Not so, says Marcus Horwitz at the University of California, Los
Angeles, School of Medicine in Los Angeles, Calif. "Like any
vaccine, a leprosy vaccine would be used for high risk groups, mainly in
India, Brazil and other countries where incidence rates are high and not
decreasing." Here again, although deployment of multidrug therapy
is helping to reduce the prevalence of active leprosy cases in such
areas, new infections continue to occurin part because of
difficulties in detecting infections at an early enough stage to prevent
transmission from occurring.
Thus, he and others believe that a vaccine is needed to eradicate
leprosy, and they generally agree that some kind of combination vaccine
should be developed, probably one that targets both M. leprae and
M. tuberculosis, if not other pathogens as well. But at this
point, other controversies come into play, in part reflecting continuing
frustrations over M. tuberculosis-associated vaccines,
particularly the almost century-old BCG, which is an attenuated M. bovis
preparation that is widely used in several, slightly different forms. M.
bovis is closely related to M. tuberculosis. BCG is about 50%
effective in preventing tuberculosis, and a clinical trial in India
nearly a decade ago indicated that BCG by itself and also when combined
with extracts from killed M. leprae cells can be partially
protective against leprosy.
Another promising BCG-related approach entails modifying this vaccine
through recombinant DNA techniques to make it overproduce specific
secretory proteins of M. tuberculosis. and other pathogenic
mycobacteria, according to Horwitz. "I was pessimistic about
leprosy vaccines before when we were trying to make subunit
vaccines," he says. However, overproducing these secretory proteins
through recombinant techniques appears to be "key" to
enhanced activity, partly because those proteins are important factors
recognized by the host immune system and also because they appear to be
capable of eliciting protective immunity. "The recombinant
BCG vaccine expressing the major M. tuberculosis secretory
protein is much more potent than BCG in protecting guinea pigs against
TB," he says. "We're pursuing the same strategy with
leprosy, and I suspect the TB vaccine itself may protect against leprosy
because the secretory proteins [in the two mycobacteria] overlap quite a
bit."
Although BCG or some modified form has proponents among would-be
leprosy (and tuberculosis) vaccine developers, it also draws criticism. "M.

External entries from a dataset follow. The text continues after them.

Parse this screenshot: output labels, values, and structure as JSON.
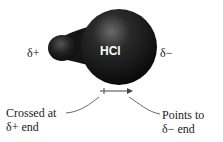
{
  "molecule": {
    "label": "HCl"
  },
  "labels": {
    "delta_plus": "δ+",
    "delta_minus": "δ−",
    "crossed_line1": "Crossed at",
    "crossed_line2": "δ+ end",
    "points_line1": "Points to",
    "points_line2": "δ− end"
  },
  "colors": {
    "molecule": "#111111",
    "highlight": "#6a6a6a",
    "line": "#333333"
  }
}
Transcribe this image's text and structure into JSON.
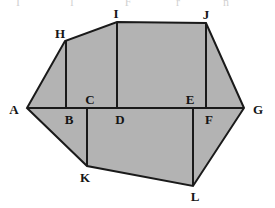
{
  "figure": {
    "kind": "geometry-diagram",
    "width": 275,
    "height": 208,
    "background_color": "#ffffff",
    "fill_color": "#b3b3b3",
    "stroke_color": "#1a1a1a",
    "stroke_width": 2,
    "inner_stroke_width": 2,
    "label_color": "#151515"
  },
  "outline": {
    "name": "outer-polygon",
    "order": [
      "A",
      "H",
      "I",
      "J",
      "G",
      "L",
      "K"
    ],
    "points": "27,108 65,41 117,22 206,23 244,108 193,186 87,166"
  },
  "segments": [
    {
      "name": "segment-AG",
      "label": "AG",
      "from": "A",
      "to": "G",
      "x1": 27,
      "y1": 108,
      "x2": 244,
      "y2": 108
    },
    {
      "name": "segment-HB",
      "label": "HB",
      "from": "H",
      "to": "B",
      "x1": 66,
      "y1": 41,
      "x2": 66,
      "y2": 108
    },
    {
      "name": "segment-ID",
      "label": "ID",
      "from": "I",
      "to": "D",
      "x1": 117,
      "y1": 22,
      "x2": 117,
      "y2": 108
    },
    {
      "name": "segment-JF",
      "label": "JF",
      "from": "J",
      "to": "F",
      "x1": 206,
      "y1": 23,
      "x2": 206,
      "y2": 108
    },
    {
      "name": "segment-CK",
      "label": "CK",
      "from": "C",
      "to": "K",
      "x1": 87,
      "y1": 108,
      "x2": 87,
      "y2": 166
    },
    {
      "name": "segment-EL",
      "label": "EL",
      "from": "E",
      "to": "L",
      "x1": 193,
      "y1": 108,
      "x2": 193,
      "y2": 186
    }
  ],
  "vertices": [
    {
      "name": "vertex-label-A",
      "label": "A",
      "point_x": 27,
      "point_y": 108,
      "label_x": 14,
      "label_y": 109
    },
    {
      "name": "vertex-label-B",
      "label": "B",
      "point_x": 66,
      "point_y": 108,
      "label_x": 69,
      "label_y": 119
    },
    {
      "name": "vertex-label-C",
      "label": "C",
      "point_x": 87,
      "point_y": 108,
      "label_x": 90,
      "label_y": 99
    },
    {
      "name": "vertex-label-D",
      "label": "D",
      "point_x": 117,
      "point_y": 108,
      "label_x": 120,
      "label_y": 119
    },
    {
      "name": "vertex-label-E",
      "label": "E",
      "point_x": 193,
      "point_y": 108,
      "label_x": 190,
      "label_y": 99
    },
    {
      "name": "vertex-label-F",
      "label": "F",
      "point_x": 206,
      "point_y": 108,
      "label_x": 209,
      "label_y": 119
    },
    {
      "name": "vertex-label-G",
      "label": "G",
      "point_x": 244,
      "point_y": 108,
      "label_x": 258,
      "label_y": 109
    },
    {
      "name": "vertex-label-H",
      "label": "H",
      "point_x": 65,
      "point_y": 41,
      "label_x": 60,
      "label_y": 33
    },
    {
      "name": "vertex-label-I",
      "label": "I",
      "point_x": 117,
      "point_y": 22,
      "label_x": 116,
      "label_y": 13
    },
    {
      "name": "vertex-label-J",
      "label": "J",
      "point_x": 206,
      "point_y": 23,
      "label_x": 206,
      "label_y": 14
    },
    {
      "name": "vertex-label-K",
      "label": "K",
      "point_x": 87,
      "point_y": 166,
      "label_x": 85,
      "label_y": 177
    },
    {
      "name": "vertex-label-L",
      "label": "L",
      "point_x": 193,
      "point_y": 186,
      "label_x": 195,
      "label_y": 196
    }
  ],
  "top_artifacts": [
    {
      "name": "artifact-glyph-1",
      "text": "I",
      "x": 18,
      "y": -5
    },
    {
      "name": "artifact-glyph-2",
      "text": "l",
      "x": 72,
      "y": -5
    },
    {
      "name": "artifact-glyph-3",
      "text": "F",
      "x": 128,
      "y": -5
    },
    {
      "name": "artifact-glyph-4",
      "text": "r",
      "x": 178,
      "y": -5
    },
    {
      "name": "artifact-glyph-5",
      "text": "n",
      "x": 226,
      "y": -5
    }
  ]
}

tuberculosis knows how to subvert the immune system, so a live,
attenuated vaccine like BCG is horrible in my opinion," says
Washington University's Curtiss. "These mycobacterium
pathogens can manipulate host responsesthey are bloody smart, for
crying out loud." Although he agrees that a combination
leprosy-tuberculosis vaccine will be needed, he urges that its pursuit
be based on more narrowly defined protective antigens through current
genomics-analysis efforts and then packaging them in a
combination-delivery system or perhaps in a naked DNA vaccine. "If
we can figure out what the appropriate protective antigens are, that
will probably lead to success," he says.